This is a fun combination project. Part hardware, part 3d-printing, part software. The idea is to build a babymonitor that is local only. For this I thought I would create a local network and stream the video via some web interface. The goals are simple, portable, local only, works in the dark, streams wirelessly to tablet or phone.
PICTURE OF TABLET
PICTURE OF CAMERA
Here’s the BOM:
- Raspberry Pi
- IR Camera
- Flex cable (came with the camera)
- SD-card
- Tablet (or phone)
- USB-cable
- Powerbank or wallplug
- Some holder, I 3D-printed mine but you could make it out of wood mr aluminium. Arm and stand
- 4x16mm m2 screws (the camera came with shorter ones)
- 2x8mm m5 screws
- 2xm5 bolts
If you choose a Raspberry that does not have wifi:
- External network card (that can handle hotspot mode)
From the beginning my plan was to build this on a Raspberry pi Zero W. However, the camera I bought came with a cable that didn’t fit (and I forgot to check). Thus I brought a Raspbberry Pi 2 instead. I however forgott to bring the Wifi dongle needed. I hade to buy a dongle and this could not be used as a hotspot, thus a temporary solution is needed. This is to use my phone as a router instead. This partly means one the main goal of the project won’t technically be solved as the phone has internet access. However, this will be changed when I’m back from the holidays together with changing to the raspberry Pi and the flex cable. I will also redesign the stand to something less temporary.
The setup is prettly simple.
- Screw together the camera on the stand with the IR-lights, mount the camera on the mount and connect it to the Raspberry Pi.
- Install the operating system on the SD-card. SSH into the PI and test the camera. If this works move on
- Install the webUI, for this don’t forgett to install picamera2 with
sudo apt install -y python3-picamera2. - Lastly you need to create a hotspot. Given you have a WiFi-card that can handle it this should work:
sudo nmcli device wifi hotspot ssid <name> password <password> ifname wlan0.
You can now connect the tablet or phone to whatever WiFi the Raspberry broadcasts and go to <IP>:8080. If you go to “control camera” and right click on the feed you can open it in a new tab and thus get a (mostly) full screen mode. In the web interface you can also tweek settings. Up until now this is a quick and dirty project, beacasue I need it. I will probably redesign the holder, change the PI, add headsinks to the LED:s and so on. But it works, It’s local (isch), and I’ve spent about €13. I’ll write a part two if I get to spend more time on it.
Isn’t it cheaper to just buy a monitor? Well maybe. Probably. It depends. If I were to through away the hardware once I’m done this project would probably cost as much as a commercial babymonitor, which seems to start at about €70. However, I built mine on a raspberry pi I already hade and will reuse once I’m done with this, a tablet I had laying around, printed parts with the printer I have, used bolts I had, USB-cables I had and so on. The only thing I bought for this was the camera, which cost about €10.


### WORK INSTRUCTION
When you copy the entries, keep every word exactly as it is and drop the images.

*** Opening EXTRACTED DATA ***

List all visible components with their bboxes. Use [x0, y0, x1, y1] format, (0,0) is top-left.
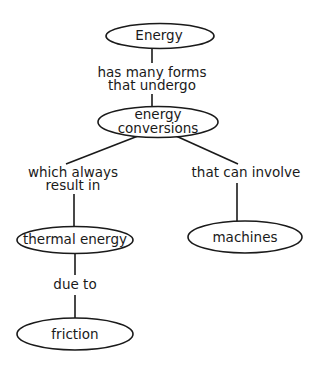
edge-conversions-to-that-can-involve [176, 136, 238, 164]
link-label-has-many-forms-line2: that undergo [108, 77, 196, 93]
link-label-has-many-forms: has many forms that undergo [98, 64, 207, 93]
node-friction: friction [17, 318, 133, 350]
node-thermal-energy-label: thermal energy [23, 231, 127, 247]
node-energy: Energy [106, 24, 214, 49]
node-thermal-energy: thermal energy [17, 227, 133, 254]
link-label-which-always-line2: result in [46, 177, 101, 193]
concept-map: Energy energy conversions thermal energy… [0, 0, 319, 371]
link-label-due-to: due to [53, 276, 96, 292]
link-label-which-always: which always result in [28, 164, 118, 193]
edge-conversions-to-which-always [66, 136, 138, 164]
node-machines-label: machines [212, 229, 277, 245]
link-label-due-to-line1: due to [53, 276, 96, 292]
node-energy-label: Energy [135, 27, 182, 43]
node-energy-conversions-label-line2: conversions [118, 120, 199, 136]
node-machines: machines [188, 221, 302, 253]
link-label-that-can-involve-line1: that can involve [192, 164, 301, 180]
node-energy-conversions: energy conversions [98, 106, 218, 138]
link-label-that-can-involve: that can involve [192, 164, 301, 180]
node-friction-label: friction [51, 326, 98, 342]
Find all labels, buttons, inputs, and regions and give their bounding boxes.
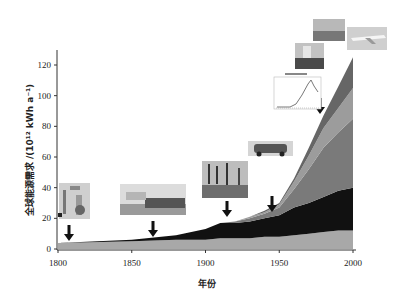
y-tick-label: 100 xyxy=(38,91,52,101)
x-tick-label: 1800 xyxy=(49,258,68,268)
landscape-image xyxy=(313,19,345,41)
y-tick-label: 40 xyxy=(42,183,52,193)
y-ticks: 020406080100120 xyxy=(38,60,58,254)
oil-platform-image xyxy=(295,43,324,69)
x-tick-label: 1850 xyxy=(123,258,142,268)
ship-image xyxy=(120,184,186,215)
y-tick-label: 60 xyxy=(42,152,52,162)
x-axis-title: 年份 xyxy=(198,278,217,289)
arrow-icon xyxy=(148,221,158,237)
x-tick-label: 1950 xyxy=(270,258,289,268)
x-tick-label: 1900 xyxy=(197,258,216,268)
x-tick-label: 2000 xyxy=(344,258,363,268)
y-tick-label: 0 xyxy=(47,244,52,254)
airplane-image xyxy=(347,27,387,50)
y-tick-label: 120 xyxy=(38,60,52,70)
car-image xyxy=(248,141,293,157)
oil-peak-inset-chart xyxy=(274,73,321,109)
energy-demand-chart: 020406080100120 18001850190019502000 年份 … xyxy=(0,0,408,306)
arrow-icon xyxy=(64,225,74,241)
arrow-icon xyxy=(222,201,232,217)
x-ticks: 18001850190019502000 xyxy=(49,250,363,268)
oil-derricks-image xyxy=(202,161,248,198)
y-tick-label: 80 xyxy=(42,121,52,131)
y-tick-label: 20 xyxy=(42,213,52,223)
y-axis-title: 全球能源需求 /(10¹² kWh a⁻¹) xyxy=(24,84,35,217)
steam-engine-image xyxy=(58,183,90,219)
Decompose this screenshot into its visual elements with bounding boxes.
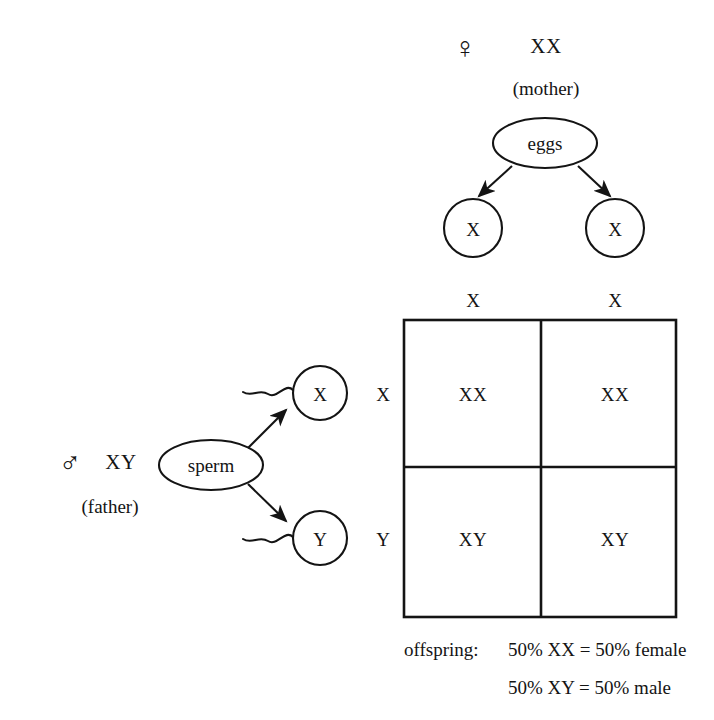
sperm-tail-y-shape bbox=[243, 535, 293, 542]
mother-genotype-label: XX bbox=[530, 36, 561, 57]
mother-role-label: (mother) bbox=[513, 79, 579, 98]
punnett-cell-r1c1: XX bbox=[459, 385, 487, 404]
sperm-to-x-gamete-arrow bbox=[248, 410, 286, 448]
punnett-column-header-1: X bbox=[466, 291, 480, 310]
sperm-tail-x-shape bbox=[243, 388, 293, 395]
punnett-row-header-1: X bbox=[376, 385, 390, 404]
egg-cell-right-allele: X bbox=[608, 220, 622, 239]
venus-female-symbol-icon: ♀ bbox=[454, 33, 477, 63]
offspring-title-label: offspring: bbox=[404, 640, 479, 659]
egg-cell-left-allele: X bbox=[466, 220, 480, 239]
punnett-row-header-2: Y bbox=[376, 530, 390, 549]
punnett-cell-r2c1: XY bbox=[459, 530, 487, 549]
punnett-column-header-2: X bbox=[608, 291, 622, 310]
offspring-result-line-1: 50% XX = 50% female bbox=[508, 640, 687, 659]
offspring-result-line-2: 50% XY = 50% male bbox=[508, 678, 671, 697]
father-genotype-label: XY bbox=[105, 452, 136, 473]
diagram-vector-layer bbox=[0, 0, 714, 720]
eggs-to-left-gamete-arrow bbox=[479, 166, 512, 196]
sperm-bubble-label: sperm bbox=[188, 456, 234, 475]
sperm-cell-y-allele: Y bbox=[313, 530, 327, 549]
mars-male-symbol-icon: ♂ bbox=[59, 448, 82, 478]
eggs-to-right-gamete-arrow bbox=[578, 166, 610, 196]
punnett-cell-r2c2: XY bbox=[601, 530, 629, 549]
sperm-to-y-gamete-arrow bbox=[248, 484, 286, 521]
sperm-cell-x-allele: X bbox=[313, 385, 327, 404]
eggs-bubble-label: eggs bbox=[528, 134, 563, 153]
father-role-label: (father) bbox=[82, 497, 139, 516]
figure-canvas: ♀ XX (mother) eggs X X X X ♂ XY (father)… bbox=[0, 0, 714, 720]
punnett-cell-r1c2: XX bbox=[601, 385, 629, 404]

*** Closing EXTRACTED DATA ***

### WRITTEN SOLUTION
List all visible components with their bboxes. Use [x0, y0, x1, y1] format, (0,0) is top-left.
edge-conversions-to-that-can-involve [176, 136, 238, 164]
link-label-has-many-forms-line2: that undergo [108, 77, 196, 93]
link-label-has-many-forms: has many forms that undergo [98, 64, 207, 93]
node-friction: friction [17, 318, 133, 350]
node-thermal-energy-label: thermal energy [23, 231, 127, 247]
node-energy: Energy [106, 24, 214, 49]
node-thermal-energy: thermal energy [17, 227, 133, 254]
link-label-which-always-line2: result in [46, 177, 101, 193]
concept-map: Energy energy conversions thermal energy… [0, 0, 319, 371]
link-label-due-to: due to [53, 276, 96, 292]
link-label-which-always: which always result in [28, 164, 118, 193]
edge-conversions-to-which-always [66, 136, 138, 164]
node-machines-label: machines [212, 229, 277, 245]
link-label-due-to-line1: due to [53, 276, 96, 292]
node-energy-label: Energy [135, 27, 182, 43]
node-energy-conversions-label-line2: conversions [118, 120, 199, 136]
node-machines: machines [188, 221, 302, 253]
link-label-that-can-involve-line1: that can involve [192, 164, 301, 180]
node-energy-conversions: energy conversions [98, 106, 218, 138]
link-label-that-can-involve: that can involve [192, 164, 301, 180]
node-friction-label: friction [51, 326, 98, 342]
Find all labels, buttons, inputs, and regions and give their bounding boxes.
y-tick-label: 100 xyxy=(38,91,52,101)
x-tick-label: 1800 xyxy=(49,258,68,268)
landscape-image xyxy=(313,19,345,41)
y-tick-label: 40 xyxy=(42,183,52,193)
y-ticks: 020406080100120 xyxy=(38,60,58,254)
oil-platform-image xyxy=(295,43,324,69)
x-tick-label: 1850 xyxy=(123,258,142,268)
ship-image xyxy=(120,184,186,215)
y-tick-label: 60 xyxy=(42,152,52,162)
x-axis-title: 年份 xyxy=(198,278,217,289)
arrow-icon xyxy=(148,221,158,237)
x-tick-label: 1950 xyxy=(270,258,289,268)
x-tick-label: 1900 xyxy=(197,258,216,268)
x-tick-label: 2000 xyxy=(344,258,363,268)
y-tick-label: 0 xyxy=(47,244,52,254)
airplane-image xyxy=(347,27,387,50)
y-tick-label: 120 xyxy=(38,60,52,70)
car-image xyxy=(248,141,293,157)
oil-peak-inset-chart xyxy=(274,73,321,109)
energy-demand-chart: 020406080100120 18001850190019502000 年份 … xyxy=(0,0,408,306)
arrow-icon xyxy=(64,225,74,241)
arrow-icon xyxy=(222,201,232,217)
x-ticks: 18001850190019502000 xyxy=(49,250,363,268)
oil-derricks-image xyxy=(202,161,248,198)
y-tick-label: 80 xyxy=(42,121,52,131)
y-tick-label: 20 xyxy=(42,213,52,223)
y-axis-title: 全球能源需求 /(10¹² kWh a⁻¹) xyxy=(24,84,35,217)
steam-engine-image xyxy=(58,183,90,219)
Decompose this screenshot into its visual elements with bounding boxes.
sperm-tail-y-shape bbox=[243, 535, 293, 542]
mother-genotype-label: XX bbox=[530, 36, 561, 57]
mother-role-label: (mother) bbox=[513, 79, 579, 98]
punnett-cell-r1c1: XX bbox=[459, 385, 487, 404]
sperm-to-x-gamete-arrow bbox=[248, 410, 286, 448]
punnett-column-header-1: X bbox=[466, 291, 480, 310]
sperm-tail-x-shape bbox=[243, 388, 293, 395]
punnett-row-header-1: X bbox=[376, 385, 390, 404]
egg-cell-right-allele: X bbox=[608, 220, 622, 239]
venus-female-symbol-icon: ♀ bbox=[454, 33, 477, 63]
offspring-title-label: offspring: bbox=[404, 640, 479, 659]
egg-cell-left-allele: X bbox=[466, 220, 480, 239]
punnett-row-header-2: Y bbox=[376, 530, 390, 549]
punnett-cell-r2c1: XY bbox=[459, 530, 487, 549]
punnett-column-header-2: X bbox=[608, 291, 622, 310]
offspring-result-line-1: 50% XX = 50% female bbox=[508, 640, 687, 659]
offspring-result-line-2: 50% XY = 50% male bbox=[508, 678, 671, 697]
father-genotype-label: XY bbox=[105, 452, 136, 473]
diagram-vector-layer bbox=[0, 0, 714, 720]
eggs-to-left-gamete-arrow bbox=[479, 166, 512, 196]
sperm-bubble-label: sperm bbox=[188, 456, 234, 475]
sperm-cell-y-allele: Y bbox=[313, 530, 327, 549]
mars-male-symbol-icon: ♂ bbox=[59, 448, 82, 478]
eggs-to-right-gamete-arrow bbox=[578, 166, 610, 196]
punnett-cell-r2c2: XY bbox=[601, 530, 629, 549]
sperm-to-y-gamete-arrow bbox=[248, 484, 286, 521]
sperm-cell-x-allele: X bbox=[313, 385, 327, 404]
eggs-bubble-label: eggs bbox=[528, 134, 563, 153]
father-role-label: (father) bbox=[82, 497, 139, 516]
figure-canvas: ♀ XX (mother) eggs X X X X ♂ XY (father)… bbox=[0, 0, 714, 720]
punnett-cell-r1c2: XX bbox=[601, 385, 629, 404]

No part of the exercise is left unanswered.